I Speak Google

Language is essential to communication. More than that, language defines us! If there is one golden rule surrounding languages, it's that we should only translate into our native tongue. Communication between languages and professions is essential and should be encouraged to maintain and broaden understanding from all perspectives.

Native tongues, a beginning

Minted in 1960, and with the help of Deloitte for over a decade of induction into not only the languages of business, IT and Marketing, but also the subtleties and responsibilities that accompany these roles. It is often said that growing up in a multi-lingual household offers the best chance to learn fluency. It's certainly true at Deloitte where communication across functions is both expected and encouraged; fluency from technical detail to high level overview across IT, Marketing, Accounting (insolvency, forensic and corporate finance) and the many aspects that make up a vibrant professional ecosystem delivering expected outcomes. Business and IT speak is just as detailed, interesting, convoluted, complex and contradictory as language, a personal view of which follows.

Born to a Welsh father, English mother (whose parents came from Newcastle), living in cosmopolitan London where a wide diversity of languages and cultures make living interesting and worthwhile.

Travel

Like many of my fellow native English speaking residents of the UK growing up in the 70's I chose to learn French at school. Although interested and committed, improving fluency was aided by working in Paris for a while, though as almost everyone there spoke such good English and my French was merely adequate this needed more work. Fortunately there were serendipitous moments, a local Chinese shopkeeper preferred to converse in French, he was truly helpful, understanding, and so French!

Opportunities lost

Despite having avidly read the Hobbit and Lord of The Rings and was pleasantly surprised when Peter Jackson's trilogy came out a few years back bringing the memory of the book faithfully to life again, Tolkien's Westron although appealing somehow never sparked enough interest to follow that language through. Like many Star Trek fans, I always hoped that Klingon would take off, though thankfully I can remember few of the phrases I may have once recited.

There is a warmth for Gujarati partly because it was spoken by many of my school and later life friends, but also the warmth, conviviality and generosity of my friends, interestingly it is the only language I learnt verbally though despite having and still dipping into Learn Gujarati in 30 Days by NSR Ganathe am still unable to read or write. Although not intentional, after relocating from Ealing where Gujarati is still spoken in nearby Alperton, to Morden near Tooting where many of the descendants have also relocated, I find myself still buying fresh vegetables mentally using their Gujarati names from a branch of the same shop as before, no doubt if I were to speak aloud, I might sound like one.

Fun as well as a desire to understand the things around me brought Latin to life, with ample examples in current usage, much of my culture has grown from the understanding of the world through Latin speakers. I still take a pocket dictionary to enlighten my travels, for me at least a still truly useful Lingua franca.

Perhaps due to my own interest in calligraphy - the characters certainly have beauty, perhaps also wanting a glimpse into those cryptic logograms and a window into their culture, I have tried to learn Mandarin, and although it may get better with use, alas I have made few opportunities and thus have hardly progressed beyond 你好.

Opportunities gained

Learning languages, like most things in life is accomplished much more easily if done early.  It is probably because I have a natural affinity with computer languages including VB, C and SQL, often working in/with marketing, forensic accounting, insolvency and corporate finance departments where a clear and determined focus, plus 'getting things done' that my abilities grew in the areas I was both interested in and found myself spending the most time on. Fluency in various business and computing disciplines is a strong influence on success as communicating between divergent communities at all levels, and delivering usable tools to professionals is an essential part of delivering change. Although originally from a proprietary computer language background, I find myself increasingly benefiting from and preferring the culture, diversity and professionalism of open source communities.

It should not have been a surprise therefore that on counting the number of Google bookmarks in my browser that I find I have thirty six, a good dozen of which I use regularly. There may be something to do with Google familiarity, though I suspect that as I frequently use their tools and services to complete my daily tasks, that they are genuinely useful and thus are there because they form an essential part of my tool-kit. Only after assessing the importance of and counting the variety of services from AdWords via Developers and apis to Webmaster tools that I realise how useful Google can be to my work and social life, I am also truly grateful that they have single sign on. Being fluent in these disparate tools and technologies brings home the realisation that now, finally, adding to the many in which I'm already flutent, I Speak Google too!

Opportunities still to come

The only constant is change, it's the Pace that accelerates!

Like a fast flowing river, what was once future, has either arrived, disappeared or passed into history with new ones hurtling ever faster towards us. Technical languages such as SQL have remained largely static because they do one job and do it very well, users of others such as visual basic have transitioned into dotnet and C#; Guido van Rossum  conceived Python in the 1980's from 'ABC' and as of 2016 is the fifth most popular computer language. No doubt the future will bring new languages to realise emerging opportunities.

What new language will you add next?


§ TASK ITEM: Go through the entries that follow and count every line with the string "leading". Reply with the number only.

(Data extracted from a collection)
-------------------------
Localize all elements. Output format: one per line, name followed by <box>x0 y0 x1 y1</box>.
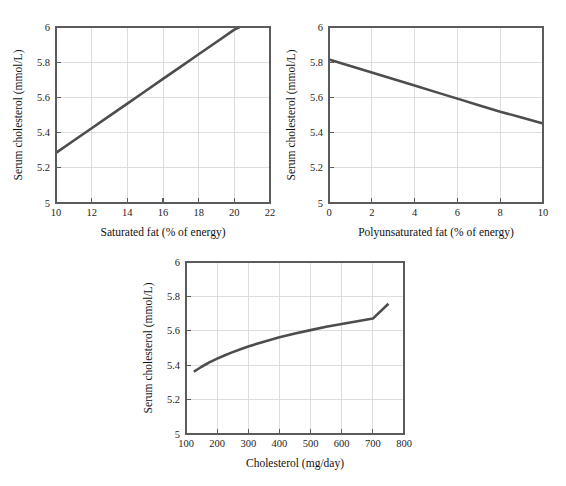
chart-svg-dietary-cholesterol: 100 200 300 400 500 600 700 800 5 5.2 5.… <box>130 252 430 486</box>
x-tick-label: 4 <box>412 207 418 218</box>
chart-svg-saturated-fat: 10 12 14 16 18 20 22 5 5.2 5.4 5.6 5.8 6… <box>0 0 286 250</box>
y-axis-title: Serum cholesterol (mmol/L) <box>285 49 298 180</box>
y-tick-label: 5.2 <box>167 394 180 405</box>
y-tick-label: 5.6 <box>37 92 50 103</box>
y-tick-label: 5.2 <box>310 162 323 173</box>
x-tick-label: 10 <box>51 207 62 218</box>
x-tick-label: 400 <box>272 438 288 449</box>
y-tick-labels: 5 5.2 5.4 5.6 5.8 6 <box>37 22 51 209</box>
x-tick-label: 12 <box>86 207 97 218</box>
x-tick-label: 700 <box>365 438 381 449</box>
x-axis-title: Polyunsaturated fat (% of energy) <box>358 226 514 239</box>
x-tick-labels: 10 12 14 16 18 20 22 <box>51 207 276 218</box>
x-tick-label: 800 <box>396 438 412 449</box>
plot-background <box>186 262 404 434</box>
y-tick-labels: 5 5.2 5.4 5.6 5.8 6 <box>167 257 181 440</box>
chart-panel-dietary-cholesterol: 100 200 300 400 500 600 700 800 5 5.2 5.… <box>130 252 430 486</box>
x-tick-label: 10 <box>538 207 549 218</box>
x-tick-label: 14 <box>122 207 133 218</box>
y-axis-title: Serum cholesterol (mmol/L) <box>142 282 155 413</box>
figure-container: 10 12 14 16 18 20 22 5 5.2 5.4 5.6 5.8 6… <box>0 0 566 486</box>
y-tick-label: 6 <box>175 257 180 268</box>
chart-panel-saturated-fat: 10 12 14 16 18 20 22 5 5.2 5.4 5.6 5.8 6… <box>0 0 286 250</box>
x-axis-title: Cholesterol (mg/day) <box>246 457 344 470</box>
x-tick-label: 18 <box>193 207 204 218</box>
x-tick-label: 600 <box>334 438 350 449</box>
y-tick-label: 5.8 <box>37 57 50 68</box>
chart-svg-polyunsaturated-fat: 0 2 4 6 8 10 5 5.2 5.4 5.6 5.8 6 Polyuns… <box>280 0 566 250</box>
y-tick-label: 6 <box>318 22 323 33</box>
y-tick-label: 5.8 <box>167 291 180 302</box>
x-tick-label: 2 <box>369 207 374 218</box>
y-tick-label: 5.6 <box>167 325 180 336</box>
x-tick-label: 200 <box>209 438 225 449</box>
y-tick-label: 5.8 <box>310 57 323 68</box>
x-tick-label: 500 <box>303 438 319 449</box>
x-axis-title: Saturated fat (% of energy) <box>101 226 226 239</box>
y-tick-label: 5.6 <box>310 92 323 103</box>
x-tick-label: 22 <box>265 207 276 218</box>
x-tick-label: 6 <box>455 207 460 218</box>
x-tick-label: 0 <box>326 207 331 218</box>
y-tick-label: 5.4 <box>167 360 181 371</box>
y-tick-label: 5 <box>318 198 323 209</box>
y-tick-label: 5 <box>45 198 50 209</box>
y-tick-label: 5.4 <box>37 127 51 138</box>
x-tick-labels: 0 2 4 6 8 10 <box>326 207 548 218</box>
y-tick-label: 5.4 <box>310 127 324 138</box>
y-tick-label: 6 <box>45 22 50 33</box>
x-tick-label: 16 <box>158 207 169 218</box>
x-tick-label: 20 <box>229 207 240 218</box>
x-tick-label: 8 <box>498 207 503 218</box>
x-tick-label: 100 <box>178 438 194 449</box>
y-tick-label: 5 <box>175 429 180 440</box>
y-axis-title: Serum cholesterol (mmol/L) <box>12 49 25 180</box>
x-tick-label: 300 <box>240 438 256 449</box>
x-tick-labels: 100 200 300 400 500 600 700 800 <box>178 438 412 449</box>
y-tick-labels: 5 5.2 5.4 5.6 5.8 6 <box>310 22 324 209</box>
y-tick-label: 5.2 <box>37 162 50 173</box>
chart-panel-polyunsaturated-fat: 0 2 4 6 8 10 5 5.2 5.4 5.6 5.8 6 Polyuns… <box>280 0 566 250</box>
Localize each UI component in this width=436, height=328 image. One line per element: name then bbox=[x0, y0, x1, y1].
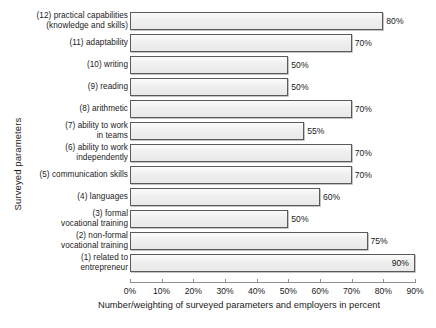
bar-track: 50% bbox=[130, 78, 420, 96]
bar-row: (6) ability to work independently70% bbox=[0, 142, 436, 164]
x-axis-tick bbox=[130, 279, 131, 283]
bar: 50% bbox=[130, 210, 288, 228]
bar-track: 50% bbox=[130, 56, 420, 74]
bar-track: 75% bbox=[130, 232, 420, 250]
bar-value-label: 70% bbox=[355, 104, 372, 114]
bar: 70% bbox=[130, 166, 352, 184]
bar-row: (10) writing50% bbox=[0, 54, 436, 76]
bar: 70% bbox=[130, 144, 352, 162]
x-axis-tick-label: 10% bbox=[153, 286, 170, 296]
category-label: (7) ability to work in teams bbox=[18, 121, 128, 140]
category-label: (11) adaptability bbox=[18, 38, 128, 48]
bar-track: 70% bbox=[130, 166, 420, 184]
bar-track: 80% bbox=[130, 12, 420, 30]
bar-row: (4) languages60% bbox=[0, 186, 436, 208]
x-axis-tick-label: 70% bbox=[343, 286, 360, 296]
bar-track: 55% bbox=[130, 122, 420, 140]
category-label: (8) arithmetic bbox=[18, 104, 128, 114]
x-axis-tick-label: 20% bbox=[185, 286, 202, 296]
x-axis-tick bbox=[352, 279, 353, 283]
x-axis-tick-label: 50% bbox=[280, 286, 297, 296]
bar: 55% bbox=[130, 122, 304, 140]
bar-row: (7) ability to work in teams55% bbox=[0, 120, 436, 142]
bar-row: (1) related to entrepreneur90% bbox=[0, 252, 436, 274]
bar-value-label: 90% bbox=[392, 258, 409, 268]
bar-value-label: 55% bbox=[307, 126, 324, 136]
bar-value-label: 75% bbox=[371, 236, 388, 246]
bar-row: (3) formal vocational training50% bbox=[0, 208, 436, 230]
bar-value-label: 50% bbox=[291, 82, 308, 92]
x-axis-tick-label: 60% bbox=[311, 286, 328, 296]
bar-track: 60% bbox=[130, 188, 420, 206]
bar-value-label: 50% bbox=[291, 214, 308, 224]
x-axis-line bbox=[130, 282, 415, 283]
bar-value-label: 70% bbox=[355, 148, 372, 158]
bar-value-label: 80% bbox=[386, 16, 403, 26]
category-label: (4) languages bbox=[18, 192, 128, 202]
category-label: (6) ability to work independently bbox=[18, 143, 128, 162]
bar-track: 70% bbox=[130, 100, 420, 118]
category-label: (3) formal vocational training bbox=[18, 209, 128, 228]
x-axis-tick-label: 0% bbox=[124, 286, 136, 296]
x-axis-tick bbox=[162, 279, 163, 283]
bar: 80% bbox=[130, 12, 383, 30]
bar-value-label: 60% bbox=[323, 192, 340, 202]
bar-row: (11) adaptability70% bbox=[0, 32, 436, 54]
x-axis-tick bbox=[288, 279, 289, 283]
x-axis-tick bbox=[257, 279, 258, 283]
x-axis-title-text: Number/weighting of surveyed parameters … bbox=[56, 300, 380, 310]
category-label: (1) related to entrepreneur bbox=[18, 253, 128, 272]
bar-row: (12) practical capabilities (knowledge a… bbox=[0, 10, 436, 32]
x-axis-tick-label: 30% bbox=[216, 286, 233, 296]
bar-value-label: 70% bbox=[355, 38, 372, 48]
x-axis-tick-label: 40% bbox=[248, 286, 265, 296]
bar-row: (2) non-formal vocational training75% bbox=[0, 230, 436, 252]
x-axis-tick bbox=[225, 279, 226, 283]
bar: 60% bbox=[130, 188, 320, 206]
category-label: (9) reading bbox=[18, 82, 128, 92]
bar: 70% bbox=[130, 34, 352, 52]
bar-track: 70% bbox=[130, 34, 420, 52]
bar-rows-container: (12) practical capabilities (knowledge a… bbox=[0, 10, 436, 282]
bar-row: (8) arithmetic70% bbox=[0, 98, 436, 120]
bar: 90% bbox=[130, 254, 415, 272]
x-axis-tick bbox=[193, 279, 194, 283]
bar-chart: Surveyed parameters (12) practical capab… bbox=[0, 0, 436, 328]
bar-value-label: 70% bbox=[355, 170, 372, 180]
bar-track: 70% bbox=[130, 144, 420, 162]
category-label: (10) writing bbox=[18, 60, 128, 70]
x-axis-tick bbox=[415, 279, 416, 283]
bar-row: (9) reading50% bbox=[0, 76, 436, 98]
x-axis-tick bbox=[320, 279, 321, 283]
x-axis-tick-label: 80% bbox=[375, 286, 392, 296]
x-axis-tick-label: 90% bbox=[406, 286, 423, 296]
bar-track: 50% bbox=[130, 210, 420, 228]
bar: 75% bbox=[130, 232, 368, 250]
bar: 70% bbox=[130, 100, 352, 118]
x-axis-title: Number/weighting of surveyed parameters … bbox=[0, 300, 436, 310]
bar-track: 90% bbox=[130, 254, 420, 272]
category-label: (12) practical capabilities (knowledge a… bbox=[18, 11, 128, 30]
bar: 50% bbox=[130, 78, 288, 96]
category-label: (2) non-formal vocational training bbox=[18, 231, 128, 250]
category-label: (5) communication skills bbox=[18, 170, 128, 180]
bar-value-label: 50% bbox=[291, 60, 308, 70]
bar: 50% bbox=[130, 56, 288, 74]
x-axis-tick bbox=[383, 279, 384, 283]
bar-row: (5) communication skills70% bbox=[0, 164, 436, 186]
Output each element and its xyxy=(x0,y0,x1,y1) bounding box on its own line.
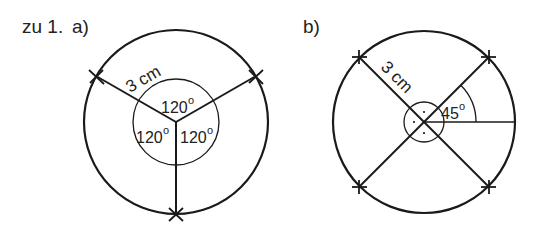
angle-label-left: 120 xyxy=(136,129,163,146)
angle-label-right: 120 xyxy=(180,129,207,146)
angle-label-45: 45 xyxy=(441,105,459,122)
construction-figure: zu 1. a) b) 3 cm 120 o 120 o 120 o xyxy=(0,0,543,225)
degree-symbol-top: o xyxy=(188,94,194,106)
exercise-heading: zu 1. xyxy=(22,16,63,37)
part-b-label: b) xyxy=(303,16,320,37)
radius-label-a: 3 cm xyxy=(123,62,164,97)
part-b-diagram xyxy=(333,31,515,213)
radius-label-b: 3 cm xyxy=(377,57,416,96)
part-a-label: a) xyxy=(72,16,89,37)
degree-symbol-left: o xyxy=(163,124,169,136)
angle-label-top: 120 xyxy=(161,99,188,116)
degree-symbol-right: o xyxy=(207,124,213,136)
degree-symbol-45: o xyxy=(459,100,465,112)
part-a-diagram xyxy=(84,30,268,221)
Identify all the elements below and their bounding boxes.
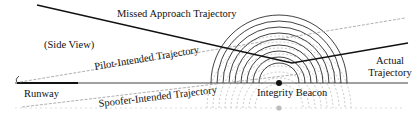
actual-trajectory-label-line1: Actual — [376, 55, 404, 66]
side-view-label: (Side View) — [44, 39, 95, 51]
pilot-intended-trajectory-line — [20, 18, 405, 82]
actual-trajectory-label-line2: Trajectory — [368, 67, 412, 78]
mirrored-beacon-icon — [276, 105, 281, 110]
runway-label: Runway — [24, 88, 60, 99]
missed-approach-label: Missed Approach Trajectory — [117, 8, 237, 19]
diagram-canvas: Missed Approach Trajectory (Side View) P… — [0, 0, 419, 116]
signal-arc — [229, 33, 329, 83]
spoofer-intended-label: Spoofer-Intended Trajectory — [98, 84, 218, 109]
signal-arc — [247, 51, 311, 83]
spoofing-side-view-diagram: Missed Approach Trajectory (Side View) P… — [0, 0, 419, 116]
pilot-intended-label: Pilot-Intended Trajectory — [94, 44, 201, 72]
integrity-beacon-icon — [276, 80, 282, 86]
integrity-beacon-label: Integrity Beacon — [257, 87, 328, 98]
reflected-signal-arc — [213, 42, 345, 108]
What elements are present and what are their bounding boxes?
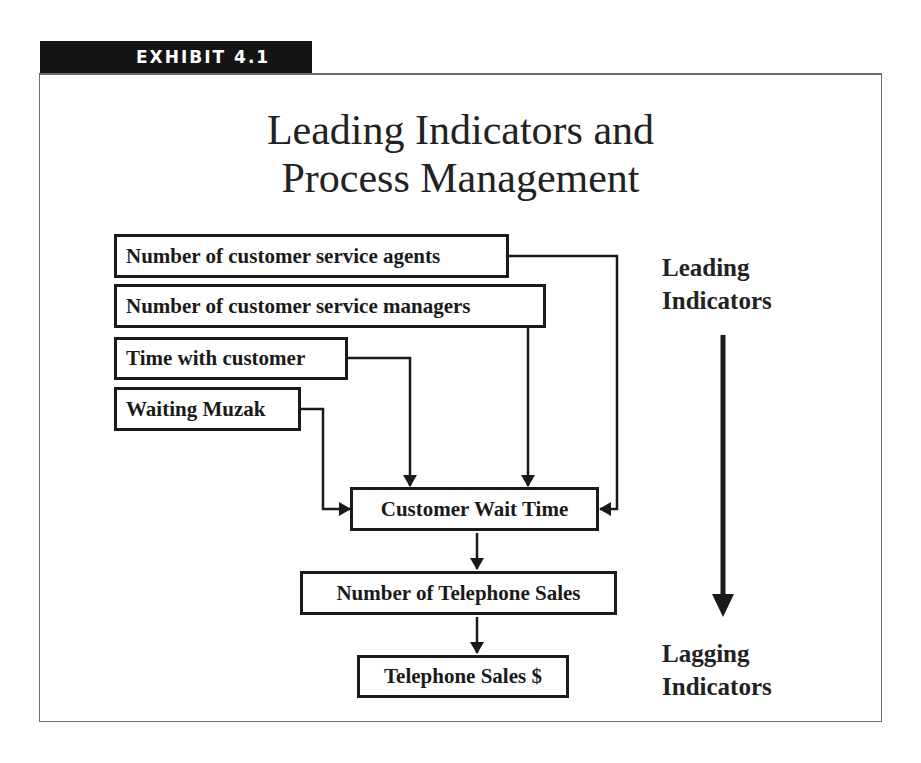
leading-line-2: Indicators (662, 284, 772, 317)
box-agents: Number of customer service agents (114, 234, 509, 278)
lagging-line-2: Indicators (662, 670, 772, 703)
leading-line-1: Leading (662, 251, 772, 284)
lagging-line-1: Lagging (662, 637, 772, 670)
box-telephone-sales-dollars: Telephone Sales $ (357, 655, 569, 698)
box-time-label: Time with customer (126, 346, 305, 371)
box-number-of-telephone-sales: Number of Telephone Sales (300, 571, 617, 615)
box-time-with-customer: Time with customer (114, 337, 348, 380)
lagging-indicators-label: Lagging Indicators (662, 637, 772, 703)
leading-to-lagging-arrowhead (712, 594, 734, 617)
connector-lines (0, 0, 921, 763)
leading-indicators-label: Leading Indicators (662, 251, 772, 317)
box-sales-count-label: Number of Telephone Sales (336, 581, 580, 606)
box-wait-label: Customer Wait Time (381, 497, 568, 522)
box-muzak-label: Waiting Muzak (126, 397, 265, 422)
box-managers: Number of customer service managers (114, 284, 546, 328)
box-managers-label: Number of customer service managers (126, 294, 470, 319)
box-sales-dollars-label: Telephone Sales $ (384, 664, 542, 689)
box-agents-label: Number of customer service agents (126, 244, 440, 269)
edge-muzak-to-wait (300, 409, 350, 509)
box-customer-wait-time: Customer Wait Time (350, 487, 599, 531)
box-waiting-muzak: Waiting Muzak (114, 387, 301, 431)
edge-time-to-wait (347, 358, 410, 486)
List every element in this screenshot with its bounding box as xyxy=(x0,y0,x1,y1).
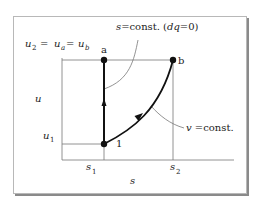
s-axis-label: s xyxy=(130,175,135,186)
u2-label: u xyxy=(25,38,31,49)
point-1 xyxy=(101,141,107,147)
s2-label: s xyxy=(170,161,175,172)
s-const-annotation: s=const. (dq=0) xyxy=(116,21,199,32)
arrow-1-to-a xyxy=(102,98,107,106)
v-const-leader xyxy=(151,106,184,128)
ub-subscript: b xyxy=(85,44,90,52)
v-const-rest: =const. xyxy=(192,122,234,133)
s-const-end: =0) xyxy=(180,21,199,32)
point-1-label: 1 xyxy=(116,138,122,149)
point-a xyxy=(101,57,107,63)
point-b xyxy=(170,57,176,63)
point-b-label: b xyxy=(178,55,184,66)
u2-subscript: 2 xyxy=(32,44,36,52)
s-const-rest: =const. ( xyxy=(121,21,167,32)
v-const-annotation: v =const. xyxy=(186,122,234,133)
point-a-label: a xyxy=(101,44,107,55)
u-s-diagram: a b 1 u 2 = u a = u b u u 1 s 1 s 2 s s=… xyxy=(0,0,258,207)
u1-label: u xyxy=(43,130,49,141)
ub-label: u xyxy=(78,38,84,49)
equals-1: = xyxy=(40,38,48,49)
equals-2: = xyxy=(66,38,74,49)
u-axis-label: u xyxy=(35,93,41,104)
s1-label: s xyxy=(86,161,91,172)
s2-subscript: 2 xyxy=(176,168,180,176)
s-const-dq: dq xyxy=(167,21,180,32)
s-const-leader xyxy=(104,40,138,89)
ua-label: u xyxy=(54,38,60,49)
u1-subscript: 1 xyxy=(50,136,54,144)
path-1-to-b xyxy=(104,60,173,144)
ua-subscript: a xyxy=(61,44,65,52)
s1-subscript: 1 xyxy=(92,168,96,176)
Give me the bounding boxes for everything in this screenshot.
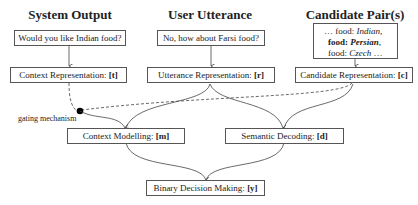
- dashed-context-gating: [69, 83, 78, 112]
- gating-mechanism-label: gating mechanism: [18, 114, 76, 123]
- candidate-item-selected: food: Persian,: [324, 37, 397, 48]
- system-utterance-text: Would you like Indian food?: [18, 33, 121, 43]
- utterance-representation-node: Utterance Representation: [r]: [147, 67, 275, 83]
- candidate-item: food: Czech …: [324, 48, 397, 59]
- user-utterance-text: No, how about Farsi food?: [163, 33, 259, 43]
- candidate-pairs-box: … food: Indian, food: Persian, food: Cze…: [313, 23, 398, 59]
- candidate-item: … food: Indian,: [324, 26, 397, 37]
- header-user-utterance: User Utterance: [160, 7, 260, 23]
- context-modelling-node: Context Modelling: [m]: [67, 128, 185, 144]
- binary-decision-node: Binary Decision Making: [y]: [146, 180, 265, 196]
- dashed-cand-gating: [82, 83, 352, 110]
- user-utterance-box: No, how about Farsi food?: [157, 30, 265, 46]
- semantic-decoding-node: Semantic Decoding: [d]: [225, 128, 344, 144]
- context-representation-node: Context Representation: [t]: [10, 67, 127, 83]
- candidate-representation-node: Candidate Representation: [c]: [295, 67, 413, 83]
- header-system-output: System Output: [20, 7, 120, 23]
- header-candidate-pairs: Candidate Pair(s): [300, 7, 410, 23]
- system-utterance-box: Would you like Indian food?: [14, 30, 126, 46]
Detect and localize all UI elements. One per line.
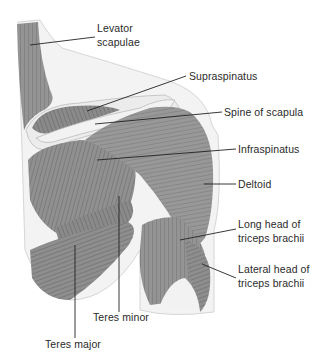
label-line: Supraspinatus bbox=[189, 69, 257, 83]
label-infraspinatus: Infraspinatus bbox=[238, 142, 299, 156]
label-line: triceps brachii bbox=[238, 231, 304, 245]
label-line: Infraspinatus bbox=[238, 142, 299, 156]
anatomy-diagram: Levator scapulae Supraspinatus Spine of … bbox=[0, 0, 328, 361]
label-lateral-head-triceps: Lateral head of triceps brachii bbox=[238, 262, 310, 290]
label-line: Teres major bbox=[45, 337, 101, 351]
label-line: scapulae bbox=[97, 35, 140, 49]
label-teres-major: Teres major bbox=[45, 337, 101, 351]
label-teres-minor: Teres minor bbox=[93, 310, 149, 324]
label-line: Spine of scapula bbox=[224, 105, 303, 119]
label-deltoid: Deltoid bbox=[238, 177, 271, 191]
label-line: Levator bbox=[97, 21, 140, 35]
shoulder-illustration bbox=[0, 0, 328, 361]
label-spine-of-scapula: Spine of scapula bbox=[224, 105, 303, 119]
label-line: Deltoid bbox=[238, 177, 271, 191]
label-supraspinatus: Supraspinatus bbox=[189, 69, 257, 83]
label-line: Lateral head of bbox=[238, 262, 310, 276]
label-line: Long head of bbox=[238, 217, 304, 231]
label-line: Teres minor bbox=[93, 310, 149, 324]
label-long-head-triceps: Long head of triceps brachii bbox=[238, 217, 304, 245]
label-line: triceps brachii bbox=[238, 276, 310, 290]
label-levator-scapulae: Levator scapulae bbox=[97, 21, 140, 49]
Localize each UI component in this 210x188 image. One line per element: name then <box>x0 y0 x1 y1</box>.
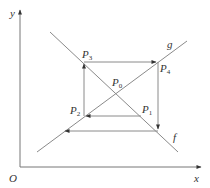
cobweb-diagram: y x O g f P3 P4 P0 P2 P1 <box>0 0 210 188</box>
y-axis-label: y <box>9 7 15 19</box>
curve-g-label: g <box>167 38 173 50</box>
curve-g <box>37 41 187 152</box>
point-p4-label: P4 <box>159 62 171 76</box>
point-p2-label: P2 <box>69 104 81 118</box>
x-axis-label: x <box>193 172 199 184</box>
point-p1-label: P1 <box>141 103 153 117</box>
point-p3-label: P3 <box>81 48 93 62</box>
point-p0-label: P0 <box>111 76 123 90</box>
origin-label: O <box>9 172 17 184</box>
curve-f-label: f <box>173 131 178 143</box>
curve-f <box>50 32 178 152</box>
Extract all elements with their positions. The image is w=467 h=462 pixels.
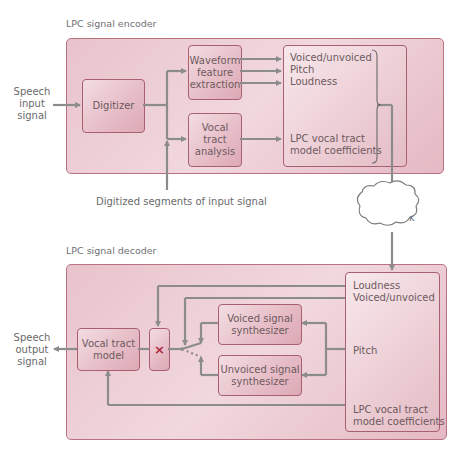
network-cloud-icon (357, 181, 418, 225)
switch-dotted-arm (182, 349, 201, 357)
connector-lines (0, 0, 467, 462)
brace-icon (372, 50, 381, 163)
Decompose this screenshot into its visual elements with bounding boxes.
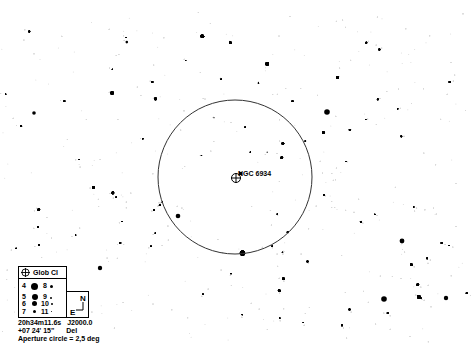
orientation-arrows-icon — [75, 302, 85, 312]
legend-mag-dot — [33, 310, 36, 313]
legend-mag-dot — [50, 285, 53, 288]
legend-mag-label: 6 — [22, 300, 26, 308]
target-label: NGC 6934 — [238, 170, 271, 178]
constellation-value: Del — [66, 327, 77, 334]
legend-mag-dot — [31, 283, 38, 290]
globular-cluster-icon — [21, 268, 30, 277]
orientation-indicator: N E — [66, 291, 89, 318]
legend-mag-dot — [32, 301, 37, 306]
aperture-circle — [158, 100, 312, 254]
ra-value: 20h34m11.6s — [18, 319, 61, 326]
legend: Glob Cl 4 8 5 9 6 10 7 11 — [18, 266, 67, 318]
legend-mag-label: 11 — [41, 308, 48, 316]
legend-mag-dot — [50, 297, 52, 299]
legend-mag-dot — [51, 303, 53, 305]
epoch-value: J2000.0 — [67, 319, 92, 326]
legend-header: Glob Cl — [19, 267, 66, 279]
legend-mag-label: 10 — [41, 300, 49, 308]
dec-value: +07 24' 15" — [18, 327, 54, 334]
legend-mag-dot — [32, 294, 38, 300]
legend-mag-label: 4 — [22, 282, 26, 290]
legend-mag-label: 8 — [43, 282, 47, 290]
coordinates-line-2: +07 24' 15" Del — [18, 327, 77, 335]
legend-type-label: Glob Cl — [33, 267, 58, 278]
legend-mag-dot — [51, 311, 52, 312]
coordinates-line-1: 20h34m11.6s J2000.0 — [18, 319, 92, 327]
aperture-label: Aperture circle = 2,5 deg — [18, 335, 100, 343]
legend-mag-label: 7 — [22, 308, 26, 316]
-------------------------
§ WORKED SOLUTION: 4